Slashdot Mirror


Managed ASP Web Hosts?

maumedia asks: "I'm hoping someone can help me here, as I'm nearing frantic on this issue. I need a good Windows/ASP managed host -- a company that will manage/troubleshoot a dedicated server for us. My research has turned up either shared hosts, or dedicated hosts, and not very much in-between. If we're not ready to hire a sysadmin and pay for our own backbone, but we've outgrown the massively-shared hosting system, where can we go? I'm really hoping for an answer that doesn't involve a move to PHP/Linux, as it makes much more sense to us to utilize the resources we have at hand."

3 of 79 comments (clear)

  1. Re:ASP on Linux by Billly+Gates · · Score: 0, Flamebait

    Not to start a flamewar but .NET was designed for vendor lockin as a solution to Microsoft's threat with Java Enterprise edition.

    Mono is still alpha depending on which libraries you use. Does it even support winforms yet? .Net 2.0 is coming with VS.net 2005 and Mono has still not caught up with VS.net 2003.

    C#.net is a great technology. Especially if your an MS shop that needs MS integration with win32 apps for your intranet servers.

    But cross platform it is not and its a MS technology just like win32 is, though you can have limited success with wine.

    Just use Windows. If the server is cracked its the ISP's problem. Not yours if you outsource the server.

  2. Re:Good Luck by Planesdragon · · Score: 0, Flamebait

    Not to be a negative Nancy but since Apache is 70% of the market

    Apache is 0% of the market. IE, Firefox, and their peers are.
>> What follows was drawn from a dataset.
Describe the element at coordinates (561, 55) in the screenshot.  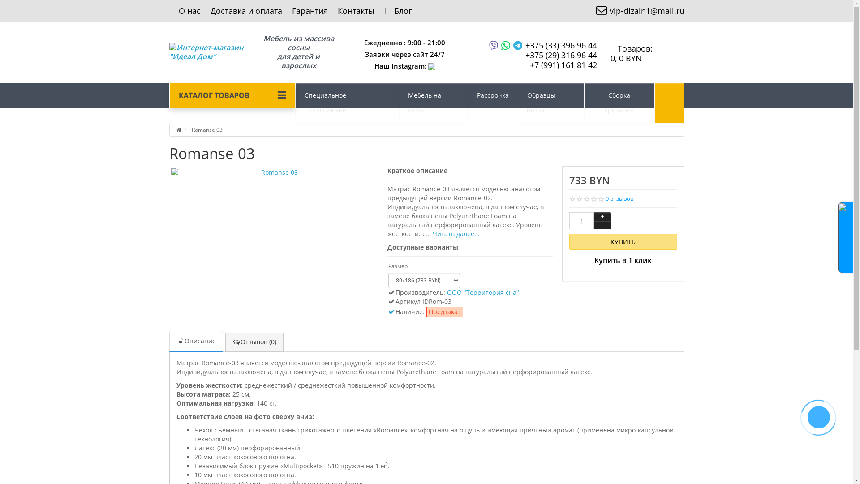
I see `+375 (29) 316 96 44` at that location.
When you sell webhosting you aren't selling a product -- you're selling space on mall, and virtually no one cares if you use FedEx or UPS to get your books to your store, so long as they're in English (HTML) when they get them.

    In contrast, if you write for Linux, you CANNOT just give your app to Windows users and have them get as much out of it as Linux users. (While if you write for Firefox / Apache, you CAN get the IE user to pick it up and use it. Same for most IE / IIS / ASP pages going to FIrefox.)

  3. Re:Good Luck by toadlife · · Score: 0, Flamebait

    "...the fact still remains that Apache is far better, far faster and far more secure than Microsoft has ever been... which is why they have always had the market."

    Better? What exactly do you mean by "better"?

    Faster? Perhaps, but by who's measure? I've never seen a useful (yes, Microsoft's don't count as useful) Apache/IIS performance comparison.

    More secure? Why do you think that? IIS6 has never had a critical vulnerability discovered for it. In the same time frame you can't say that for Apache 1.x and 2.x.

    Since you claim that your assertions are "facts", I can only hope that you've got some "facts" to back it up, right?

    --
    I don't always use unix-like operating systems; but when I do, I prefer FreeBSD.